Frontline workers hold protest

Frontline public servant workers have begun a march through Dublin in protest at Government proposals to reduce pay levels.

Frontline public servant workers have begun a march through Dublin in protest at Government proposals to reduce pay levels.

An estimated 3,500 off-duty gardaí, nurses, firefighters and prison officers are participating in the march, far more than originally anticipated according to gardaí.

The march left Parnell Square at 2.30pm and will progress to Molesworth Street where there will be a short rally.

Des Kavanagh, the chairman of the new 24/7 Frontline Services Alliance, which comprises unions and associations representing public servants who provide round-the-clock services, said the organisers would also be handing in a letter to the office of Minister for Finance Brian Lenihan.

Mr Kavanagh said the letter would express the concern of the alliance in relation to policies outlined to date and the thinking that influences the Government.

He said that it would also set out the important role that its members provided to the community on behalf of the State.

The alliance is particularly concerned at suggestions in the recent McCarthy report that allowances, overtime and premium pay, which make up a large proportion of their members' overall earnings, should be cut back.

Mr Kavanagh said gardaí were not in a position to march in uniform but would carry insignia to indicate they were members of the Garda Representative Association or the Association of Garda Sergeants and Inspectors.

He added that members of the alliance had already made a significant contribution above and beyond other workers in the country as they were paying an additional 7.5 per cent in the pension levy.

Mr Kavanagh said that historically if the country wanted to raise money there were ways and means of doing so through taxes or levies.

"In terms of what we have been hearing in recent weeks, in terms of targeting basic pay and the targeting of allowances of premiums and increments, we have to say that we resent that targeting, which to us seems to be in breach of the Taoiseach's comments about cutbacks having to be fair and equitable," he said.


Exercise directions.
Across the records below, how many lines contain the string "boxes"? Give the number by itself.

Data under study.
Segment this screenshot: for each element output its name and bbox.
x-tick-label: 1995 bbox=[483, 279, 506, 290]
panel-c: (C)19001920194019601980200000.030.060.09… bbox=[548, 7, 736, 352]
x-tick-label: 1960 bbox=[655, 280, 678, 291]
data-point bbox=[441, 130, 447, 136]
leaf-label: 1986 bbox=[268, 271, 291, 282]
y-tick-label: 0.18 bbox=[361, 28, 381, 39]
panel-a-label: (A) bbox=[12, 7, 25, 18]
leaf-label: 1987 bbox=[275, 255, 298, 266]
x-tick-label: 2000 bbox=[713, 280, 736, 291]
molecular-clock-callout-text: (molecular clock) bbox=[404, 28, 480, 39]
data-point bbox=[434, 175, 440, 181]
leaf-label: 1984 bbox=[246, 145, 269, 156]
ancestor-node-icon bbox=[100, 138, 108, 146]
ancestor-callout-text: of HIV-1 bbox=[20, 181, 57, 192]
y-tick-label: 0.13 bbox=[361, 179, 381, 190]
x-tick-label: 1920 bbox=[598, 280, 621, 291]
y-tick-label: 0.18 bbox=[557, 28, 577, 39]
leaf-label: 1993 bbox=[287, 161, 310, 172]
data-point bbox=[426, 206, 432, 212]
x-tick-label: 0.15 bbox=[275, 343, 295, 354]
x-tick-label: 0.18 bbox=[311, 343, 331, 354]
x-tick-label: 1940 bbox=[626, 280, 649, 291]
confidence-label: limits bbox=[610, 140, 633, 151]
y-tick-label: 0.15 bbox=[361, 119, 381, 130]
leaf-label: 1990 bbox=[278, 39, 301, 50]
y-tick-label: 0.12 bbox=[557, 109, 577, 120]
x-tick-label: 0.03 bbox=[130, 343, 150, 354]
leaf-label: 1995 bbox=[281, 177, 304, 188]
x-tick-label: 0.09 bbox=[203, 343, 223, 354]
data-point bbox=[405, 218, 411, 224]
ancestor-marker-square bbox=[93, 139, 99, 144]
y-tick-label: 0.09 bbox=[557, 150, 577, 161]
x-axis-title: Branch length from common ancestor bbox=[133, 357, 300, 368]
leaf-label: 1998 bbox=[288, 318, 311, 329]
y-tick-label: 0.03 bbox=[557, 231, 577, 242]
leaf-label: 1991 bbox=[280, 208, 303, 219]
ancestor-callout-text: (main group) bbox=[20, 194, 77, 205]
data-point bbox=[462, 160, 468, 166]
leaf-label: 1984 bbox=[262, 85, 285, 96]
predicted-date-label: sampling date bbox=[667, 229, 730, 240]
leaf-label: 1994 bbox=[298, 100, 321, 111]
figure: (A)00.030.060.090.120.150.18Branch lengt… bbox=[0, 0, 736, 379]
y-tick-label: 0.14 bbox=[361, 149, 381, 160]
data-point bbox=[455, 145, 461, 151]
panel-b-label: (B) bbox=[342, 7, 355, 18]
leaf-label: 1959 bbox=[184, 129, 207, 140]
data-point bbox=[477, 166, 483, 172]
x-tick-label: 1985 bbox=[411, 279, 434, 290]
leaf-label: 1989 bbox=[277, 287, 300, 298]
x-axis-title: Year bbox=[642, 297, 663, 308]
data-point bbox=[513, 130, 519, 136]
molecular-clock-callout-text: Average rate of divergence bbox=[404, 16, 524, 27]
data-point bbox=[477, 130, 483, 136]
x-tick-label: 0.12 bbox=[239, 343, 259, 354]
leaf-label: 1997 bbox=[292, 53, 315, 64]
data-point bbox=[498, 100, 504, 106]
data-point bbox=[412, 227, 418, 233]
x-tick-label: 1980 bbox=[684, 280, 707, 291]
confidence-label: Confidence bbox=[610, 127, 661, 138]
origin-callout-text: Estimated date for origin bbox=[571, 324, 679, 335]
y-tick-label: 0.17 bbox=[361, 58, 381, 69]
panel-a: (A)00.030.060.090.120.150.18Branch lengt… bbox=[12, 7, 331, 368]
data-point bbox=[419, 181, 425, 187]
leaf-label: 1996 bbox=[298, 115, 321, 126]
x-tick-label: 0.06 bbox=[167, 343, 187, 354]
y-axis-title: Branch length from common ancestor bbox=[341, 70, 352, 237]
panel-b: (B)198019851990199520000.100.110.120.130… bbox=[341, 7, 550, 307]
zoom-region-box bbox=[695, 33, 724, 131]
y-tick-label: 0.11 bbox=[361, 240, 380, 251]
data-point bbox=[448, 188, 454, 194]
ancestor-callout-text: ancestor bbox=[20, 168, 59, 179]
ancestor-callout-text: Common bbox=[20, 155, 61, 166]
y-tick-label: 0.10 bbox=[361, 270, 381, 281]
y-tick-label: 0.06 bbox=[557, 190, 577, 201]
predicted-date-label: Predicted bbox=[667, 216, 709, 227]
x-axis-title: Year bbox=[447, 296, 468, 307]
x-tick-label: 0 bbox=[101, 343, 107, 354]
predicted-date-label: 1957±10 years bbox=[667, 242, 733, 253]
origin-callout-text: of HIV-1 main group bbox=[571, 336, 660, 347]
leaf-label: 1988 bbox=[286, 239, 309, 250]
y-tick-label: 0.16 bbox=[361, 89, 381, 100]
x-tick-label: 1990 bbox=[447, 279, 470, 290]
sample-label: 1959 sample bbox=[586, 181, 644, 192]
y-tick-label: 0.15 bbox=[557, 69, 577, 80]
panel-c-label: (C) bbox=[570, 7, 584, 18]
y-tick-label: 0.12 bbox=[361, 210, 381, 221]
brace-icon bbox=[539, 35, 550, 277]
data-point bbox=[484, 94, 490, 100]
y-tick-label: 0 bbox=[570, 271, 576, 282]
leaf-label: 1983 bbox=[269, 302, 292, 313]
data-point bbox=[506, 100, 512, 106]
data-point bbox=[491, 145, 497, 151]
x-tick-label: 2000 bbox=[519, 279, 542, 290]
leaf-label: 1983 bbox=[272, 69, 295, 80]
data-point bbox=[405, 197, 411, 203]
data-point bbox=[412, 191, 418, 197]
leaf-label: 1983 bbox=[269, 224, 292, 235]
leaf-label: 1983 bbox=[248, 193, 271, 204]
==
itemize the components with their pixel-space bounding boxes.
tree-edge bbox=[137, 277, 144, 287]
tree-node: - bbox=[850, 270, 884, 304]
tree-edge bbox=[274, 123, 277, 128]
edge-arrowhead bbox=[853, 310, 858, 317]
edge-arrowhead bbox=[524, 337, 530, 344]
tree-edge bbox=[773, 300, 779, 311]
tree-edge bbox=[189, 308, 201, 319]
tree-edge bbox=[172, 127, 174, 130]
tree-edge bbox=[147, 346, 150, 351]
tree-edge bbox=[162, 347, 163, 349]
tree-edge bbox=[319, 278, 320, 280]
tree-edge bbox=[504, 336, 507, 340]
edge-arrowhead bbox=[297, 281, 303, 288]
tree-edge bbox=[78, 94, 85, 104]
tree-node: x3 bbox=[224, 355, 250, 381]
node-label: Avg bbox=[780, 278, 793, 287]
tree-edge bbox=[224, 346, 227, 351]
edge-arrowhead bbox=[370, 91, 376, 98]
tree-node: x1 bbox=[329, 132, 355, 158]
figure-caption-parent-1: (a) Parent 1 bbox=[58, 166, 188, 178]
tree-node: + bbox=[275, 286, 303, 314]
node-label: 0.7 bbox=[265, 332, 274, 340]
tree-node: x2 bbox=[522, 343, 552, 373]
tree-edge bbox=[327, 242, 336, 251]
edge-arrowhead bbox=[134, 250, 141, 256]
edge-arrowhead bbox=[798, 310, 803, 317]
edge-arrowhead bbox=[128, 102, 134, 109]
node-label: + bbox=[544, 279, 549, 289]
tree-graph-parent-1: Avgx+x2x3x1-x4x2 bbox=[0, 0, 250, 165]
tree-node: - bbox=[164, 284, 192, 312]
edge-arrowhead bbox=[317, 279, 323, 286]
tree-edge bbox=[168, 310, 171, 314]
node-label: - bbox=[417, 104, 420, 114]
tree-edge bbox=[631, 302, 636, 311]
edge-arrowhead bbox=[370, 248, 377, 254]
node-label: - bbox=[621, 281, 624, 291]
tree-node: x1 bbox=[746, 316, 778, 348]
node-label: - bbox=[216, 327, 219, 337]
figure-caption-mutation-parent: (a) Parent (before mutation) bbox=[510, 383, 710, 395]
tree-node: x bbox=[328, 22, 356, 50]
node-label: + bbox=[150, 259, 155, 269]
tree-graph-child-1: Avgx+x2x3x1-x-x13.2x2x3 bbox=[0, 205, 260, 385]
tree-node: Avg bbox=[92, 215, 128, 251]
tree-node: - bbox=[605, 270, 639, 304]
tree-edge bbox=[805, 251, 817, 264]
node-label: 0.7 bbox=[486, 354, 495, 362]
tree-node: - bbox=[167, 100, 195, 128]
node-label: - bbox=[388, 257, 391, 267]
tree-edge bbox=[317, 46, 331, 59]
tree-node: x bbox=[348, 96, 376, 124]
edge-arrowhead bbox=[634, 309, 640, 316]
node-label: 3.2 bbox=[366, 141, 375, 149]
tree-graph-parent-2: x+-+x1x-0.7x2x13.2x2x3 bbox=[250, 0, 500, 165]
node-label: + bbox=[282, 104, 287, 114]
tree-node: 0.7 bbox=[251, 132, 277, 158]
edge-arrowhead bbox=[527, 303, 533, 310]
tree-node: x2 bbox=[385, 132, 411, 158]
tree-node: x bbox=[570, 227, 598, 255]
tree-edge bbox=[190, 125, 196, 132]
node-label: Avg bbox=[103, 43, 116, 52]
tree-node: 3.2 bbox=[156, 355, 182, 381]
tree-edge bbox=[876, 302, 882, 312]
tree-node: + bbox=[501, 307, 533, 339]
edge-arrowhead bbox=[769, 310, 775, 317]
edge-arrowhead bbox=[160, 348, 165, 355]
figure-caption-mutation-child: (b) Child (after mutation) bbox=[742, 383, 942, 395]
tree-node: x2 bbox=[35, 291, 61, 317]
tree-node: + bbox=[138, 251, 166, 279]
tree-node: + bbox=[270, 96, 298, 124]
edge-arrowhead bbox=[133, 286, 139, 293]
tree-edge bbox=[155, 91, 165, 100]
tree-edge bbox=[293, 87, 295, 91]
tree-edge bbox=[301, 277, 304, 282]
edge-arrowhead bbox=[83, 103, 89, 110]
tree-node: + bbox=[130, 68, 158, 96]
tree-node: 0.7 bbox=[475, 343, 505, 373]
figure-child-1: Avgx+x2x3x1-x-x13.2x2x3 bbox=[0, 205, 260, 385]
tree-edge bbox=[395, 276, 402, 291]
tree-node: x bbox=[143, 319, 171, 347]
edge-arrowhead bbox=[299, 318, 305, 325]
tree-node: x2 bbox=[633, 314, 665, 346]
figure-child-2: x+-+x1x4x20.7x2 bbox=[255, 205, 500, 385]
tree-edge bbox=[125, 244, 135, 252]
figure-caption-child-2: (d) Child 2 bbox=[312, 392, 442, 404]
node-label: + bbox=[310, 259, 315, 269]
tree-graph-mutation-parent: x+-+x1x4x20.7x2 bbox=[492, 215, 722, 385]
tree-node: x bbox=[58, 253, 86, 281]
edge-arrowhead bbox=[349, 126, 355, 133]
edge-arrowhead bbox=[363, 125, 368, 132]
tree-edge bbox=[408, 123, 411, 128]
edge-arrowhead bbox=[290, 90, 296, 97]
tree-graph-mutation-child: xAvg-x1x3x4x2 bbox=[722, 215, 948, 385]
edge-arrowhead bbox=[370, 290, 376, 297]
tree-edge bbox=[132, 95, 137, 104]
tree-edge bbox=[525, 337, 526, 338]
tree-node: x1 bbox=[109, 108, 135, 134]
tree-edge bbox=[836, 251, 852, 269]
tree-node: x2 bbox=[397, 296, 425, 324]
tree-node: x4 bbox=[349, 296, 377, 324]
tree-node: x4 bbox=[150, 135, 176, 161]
...
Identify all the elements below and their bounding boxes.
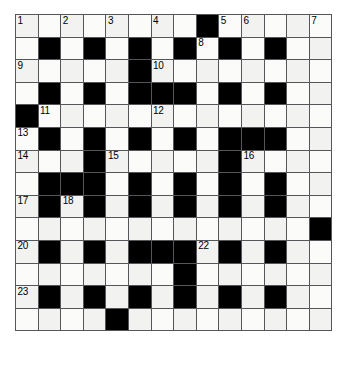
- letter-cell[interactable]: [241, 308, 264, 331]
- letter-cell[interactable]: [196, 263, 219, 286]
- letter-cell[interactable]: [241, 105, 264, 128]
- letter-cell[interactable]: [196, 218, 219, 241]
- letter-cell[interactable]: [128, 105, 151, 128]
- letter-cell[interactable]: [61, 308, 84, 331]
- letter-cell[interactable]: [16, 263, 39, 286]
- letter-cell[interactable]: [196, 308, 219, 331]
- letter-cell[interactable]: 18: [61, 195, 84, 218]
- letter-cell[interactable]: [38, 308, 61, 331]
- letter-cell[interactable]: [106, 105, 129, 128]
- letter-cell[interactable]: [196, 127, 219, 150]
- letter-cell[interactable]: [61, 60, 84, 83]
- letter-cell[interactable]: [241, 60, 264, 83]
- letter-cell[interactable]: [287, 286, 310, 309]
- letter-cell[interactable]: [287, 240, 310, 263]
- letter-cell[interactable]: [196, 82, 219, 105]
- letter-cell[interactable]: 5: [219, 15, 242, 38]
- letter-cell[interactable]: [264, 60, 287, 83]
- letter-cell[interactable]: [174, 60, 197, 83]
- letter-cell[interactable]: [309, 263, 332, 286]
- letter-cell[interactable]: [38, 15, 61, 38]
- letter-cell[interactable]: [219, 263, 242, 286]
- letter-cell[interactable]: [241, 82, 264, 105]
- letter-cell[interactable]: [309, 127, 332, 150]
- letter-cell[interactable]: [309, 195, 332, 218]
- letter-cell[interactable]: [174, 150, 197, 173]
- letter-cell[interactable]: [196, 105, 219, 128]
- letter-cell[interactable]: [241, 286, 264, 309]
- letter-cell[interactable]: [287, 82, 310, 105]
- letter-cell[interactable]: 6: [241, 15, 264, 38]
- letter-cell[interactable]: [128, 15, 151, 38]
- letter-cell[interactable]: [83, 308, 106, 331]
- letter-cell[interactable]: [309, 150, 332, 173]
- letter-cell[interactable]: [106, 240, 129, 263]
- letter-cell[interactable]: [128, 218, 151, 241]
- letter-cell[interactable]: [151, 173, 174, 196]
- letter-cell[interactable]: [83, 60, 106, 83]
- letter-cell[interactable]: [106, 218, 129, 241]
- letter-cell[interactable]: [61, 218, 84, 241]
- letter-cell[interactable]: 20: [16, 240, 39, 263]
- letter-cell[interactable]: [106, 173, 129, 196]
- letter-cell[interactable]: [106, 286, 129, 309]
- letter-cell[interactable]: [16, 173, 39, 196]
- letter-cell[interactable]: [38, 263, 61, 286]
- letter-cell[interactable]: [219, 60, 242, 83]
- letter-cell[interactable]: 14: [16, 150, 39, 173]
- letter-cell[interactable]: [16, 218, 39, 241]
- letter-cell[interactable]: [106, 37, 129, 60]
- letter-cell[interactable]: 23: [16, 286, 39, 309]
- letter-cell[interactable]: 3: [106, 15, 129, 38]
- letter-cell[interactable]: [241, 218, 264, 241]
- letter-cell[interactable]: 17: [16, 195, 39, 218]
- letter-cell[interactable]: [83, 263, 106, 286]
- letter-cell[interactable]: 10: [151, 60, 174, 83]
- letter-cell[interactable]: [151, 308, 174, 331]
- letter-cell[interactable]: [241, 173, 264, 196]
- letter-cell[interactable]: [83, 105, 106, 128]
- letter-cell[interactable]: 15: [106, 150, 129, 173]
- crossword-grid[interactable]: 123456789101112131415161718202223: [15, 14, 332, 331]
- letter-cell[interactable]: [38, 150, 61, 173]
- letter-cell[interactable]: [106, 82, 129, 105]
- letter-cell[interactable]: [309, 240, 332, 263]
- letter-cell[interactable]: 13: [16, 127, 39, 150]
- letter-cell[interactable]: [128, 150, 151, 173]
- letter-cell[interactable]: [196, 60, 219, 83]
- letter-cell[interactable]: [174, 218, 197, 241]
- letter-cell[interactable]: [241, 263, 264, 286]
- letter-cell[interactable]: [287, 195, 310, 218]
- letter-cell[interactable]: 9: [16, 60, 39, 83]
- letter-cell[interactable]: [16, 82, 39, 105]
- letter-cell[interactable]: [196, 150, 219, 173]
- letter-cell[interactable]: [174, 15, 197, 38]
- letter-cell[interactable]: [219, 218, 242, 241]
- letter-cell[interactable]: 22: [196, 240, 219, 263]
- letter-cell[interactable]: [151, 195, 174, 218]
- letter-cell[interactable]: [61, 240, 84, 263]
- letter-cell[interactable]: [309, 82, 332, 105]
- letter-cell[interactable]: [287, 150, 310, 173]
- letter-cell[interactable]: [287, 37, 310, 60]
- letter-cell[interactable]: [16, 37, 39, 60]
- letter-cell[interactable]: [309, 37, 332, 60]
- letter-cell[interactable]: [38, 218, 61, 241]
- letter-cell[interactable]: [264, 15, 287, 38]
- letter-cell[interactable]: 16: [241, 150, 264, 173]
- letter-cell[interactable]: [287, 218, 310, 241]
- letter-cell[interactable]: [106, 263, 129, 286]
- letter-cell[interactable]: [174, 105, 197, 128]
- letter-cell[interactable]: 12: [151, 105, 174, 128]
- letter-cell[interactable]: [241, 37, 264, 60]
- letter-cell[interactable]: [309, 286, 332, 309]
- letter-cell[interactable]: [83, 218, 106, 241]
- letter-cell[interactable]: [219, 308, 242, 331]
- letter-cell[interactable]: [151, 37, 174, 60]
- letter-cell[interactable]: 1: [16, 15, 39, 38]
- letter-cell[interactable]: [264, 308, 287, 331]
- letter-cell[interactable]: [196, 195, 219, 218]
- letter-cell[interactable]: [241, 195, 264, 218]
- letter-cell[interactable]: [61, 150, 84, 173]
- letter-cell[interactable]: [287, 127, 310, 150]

Completed exercise.
2